By Myrna M. Velasco – November 13, 2022, 8:00 PM
from Manila Bulletin
The plan of state-run Philippine National Oil Company (PNOC) to establish the country’s strategic petroleum reserve (SPR) or oil stockpiling has been ditched after the Senate junked the proposed budget for this project.
Senate Committee on Energy Vice Chairman Sherwin Gatchalian indicated that the overall budget allocation for PNOC for 2023 would be P1.095 billion only as against the agency’s original proposal of P3.595 billion as it plans to start work on the SPR project proposal. The 2023 PNOC budget was also lower than the P1.317 billion budget in 2022.
Had PNOC’s original budget been fully approved, the government-owned firm is targeting to engage next year its transaction advisor for a feasibility study for the planned SPR. The feasibility study is expected to come up with the cost of the SPR project.
Early on, Energy Secretary Raphael Lotilla also prompted PNOC to be “mindful of the financial sustainability of operating the reserves; as well as the concept of PNOC carrying the SPR inventory,” and for it to judiciously weigh the competitive facet that this plan will bring about in the deregulated downstream oil sector.
Additionally, the state-run firm’s re-entry into fuel distribution, primarily for the marginalized segments as packaged into its proposed targeted fuel relief program (TFRP), did not sit well with the lawmakers.
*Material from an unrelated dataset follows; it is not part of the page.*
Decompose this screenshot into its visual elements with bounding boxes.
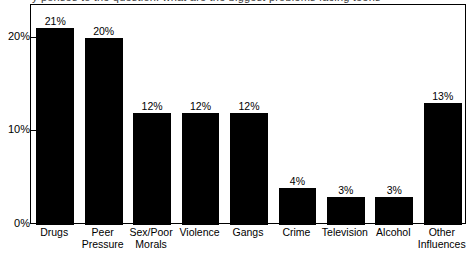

On the substantial reduction of the PNOC budget, Vice Chairman Sherwin Gatchalian indicated that the overall budget allocation for PNOC for 2023 has been reduced by P2.5 billion from the original proposal of P3.595 billion.
The solon emphasized that “the fuel relief program is a duplication of the government’s Pantawid Pasada program and that the SPR program is yet to hurdle feasibility issues and could take billions of pesos to implement.”
In the lawmaker’s view, instead of diversifying its business undertakings, PNOC should instead “refocus its mandate into providing stable and secure supply of oil, including the exploration of oil and gas.”
Meantime, a proposed bill Senate Bill No. 380 being sponsored by Gatchalian seeks to usher in the business shift of PNOC to exploration and production (E&P) ventures in the upstream oil and gas sector, so the state-run company can match the stronghold of peers in the region, such as that of the Petronas of Malaysia; PTT of Thailand; Pertamina of Indonesia, and PetroVietnam.
Gatchalian emphasized that “the original mandate of PNOC is to provide a stable and secure supply of oil, including exploring oil and gas.”
However, he noted that “some of the projects being implemented now by PNOC are not aligned with its original mandate, such as the fuel relief program,” emphasizing that since these targeted ventures lack feasibility studies, they are deemed not helpful in the government’s goal of pursuing long-term energy security.
Under the pending Senate Bill, PNOC will be given “exclusive mandate to undertake oil and gas exploration and development programs.” The overall aim of that prescription is “to reduce the country’s dependence on oil imports amid high level of petroleum prices, driving inflation rate at record levels and dampening economic growth.”